Thursday, February 4, 2010

Adventures in working paper misbehavior

Regular readers of ECONJEFF will have heard me rant before about media outlets (like the NYT) that write articles about working papers, which have not yet been peer reviewed, rather than published papers, which have been peer reviewed.

An astute but anonymous reader forwarded me this piece on something called "Seeking Alpha" that excerpts (and so publicizes) a paper that hasn't even been released yet as a working paper. Right there at the bottom it says:
[Excerpt from a paper coming out in two weeks]
Of course, it only gets better, for the author of the excerpt on Seeking Alpha is also the author of the as-yet-unreleased paper.

One suspects that better feedback on the paper would be forthcoming, and the discussion of the paper's analysis and conclusions might be more elevated, if the publicity campaign for the paper began after the paper was available to readers, rather than before.

Sigh.

1 comment:

Unknown said...

I can easily beat a two week lag. In July the Wall Street Journal ran an editorial http://online.wsj.com/article/SB124657539489189043.html
that cited research showing that borrowers without "skin in the game" - that is, borrowers with zero down payment loans, had extremely high foreclosure rates. Since I published a paper a year earlier entitled "Skin in the Game: Zero Down Payment Mortgage Default" I was, frankly, interested in whether or not my work was cited. I was also curious to see how the author had used logistic regression to determine exactly how many foreclosures could be attributed to each variable. For example, the author noted that 148,697 foreclosures were due to FICO scores < 620, while 60,942 foreclosures were due to rising interest rates. But I've searched repec, ssrn, and the author's homepage (and of course econlit) and still can't find a paper with these results 7 months later.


Goal of the exercise - A faithful copy of all the data is required; pictures should not be included.
(Task material)
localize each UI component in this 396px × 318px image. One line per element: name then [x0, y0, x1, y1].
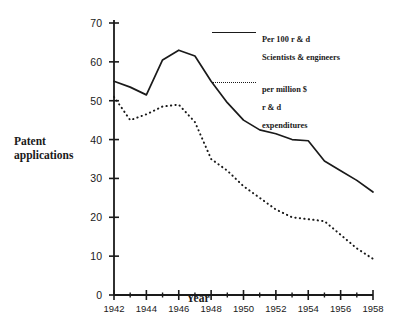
y-tick-label: 30	[76, 172, 102, 184]
y-tick-label: 50	[76, 95, 102, 107]
x-tick-label: 1958	[353, 303, 393, 314]
y-tick-label: 10	[76, 250, 102, 262]
y-tick-label: 20	[76, 211, 102, 223]
y-tick-label: 0	[76, 289, 102, 301]
legend-line-dotted-icon	[212, 82, 256, 83]
chart-figure: Patent applications Year 010203040506070…	[0, 0, 396, 318]
legend-item-solid: Per 100 r & d Scientists & engineers	[262, 28, 340, 64]
y-tick-label: 60	[76, 56, 102, 68]
legend-item-dotted: per million $ r & d expenditures	[262, 78, 307, 132]
y-tick-label: 40	[76, 134, 102, 146]
legend-label-dotted: per million $ r & d expenditures	[262, 85, 307, 130]
legend-line-solid-icon	[212, 32, 256, 33]
y-tick-label: 70	[76, 17, 102, 29]
series-line-1	[114, 50, 373, 192]
series-line-2	[114, 97, 373, 259]
legend-label-solid: Per 100 r & d Scientists & engineers	[262, 35, 340, 62]
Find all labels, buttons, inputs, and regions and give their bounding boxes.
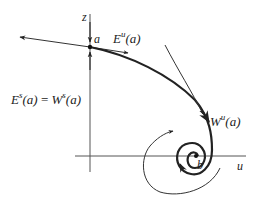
(End Task material)
Output -
localize each UI component in this 396px × 318px image. One line per element: name then [x0, y0, x1, y1].
y-tick-label: 30	[76, 172, 102, 184]
y-tick-label: 50	[76, 95, 102, 107]
x-tick-label: 1958	[353, 303, 393, 314]
y-tick-label: 10	[76, 250, 102, 262]
y-tick-label: 20	[76, 211, 102, 223]
y-tick-label: 0	[76, 289, 102, 301]
legend-line-dotted-icon	[212, 82, 256, 83]
chart-figure: Patent applications Year 010203040506070…	[0, 0, 396, 318]
legend-item-solid: Per 100 r & d Scientists & engineers	[262, 28, 340, 64]
y-tick-label: 60	[76, 56, 102, 68]
legend-item-dotted: per million $ r & d expenditures	[262, 78, 307, 132]
y-tick-label: 40	[76, 134, 102, 146]
legend-label-dotted: per million $ r & d expenditures	[262, 85, 307, 130]
legend-line-solid-icon	[212, 32, 256, 33]
y-tick-label: 70	[76, 17, 102, 29]
series-line-1	[114, 50, 373, 192]
series-line-2	[114, 97, 373, 259]
legend-label-solid: Per 100 r & d Scientists & engineers	[262, 35, 340, 62]
Find all labels, buttons, inputs, and regions and give their bounding boxes.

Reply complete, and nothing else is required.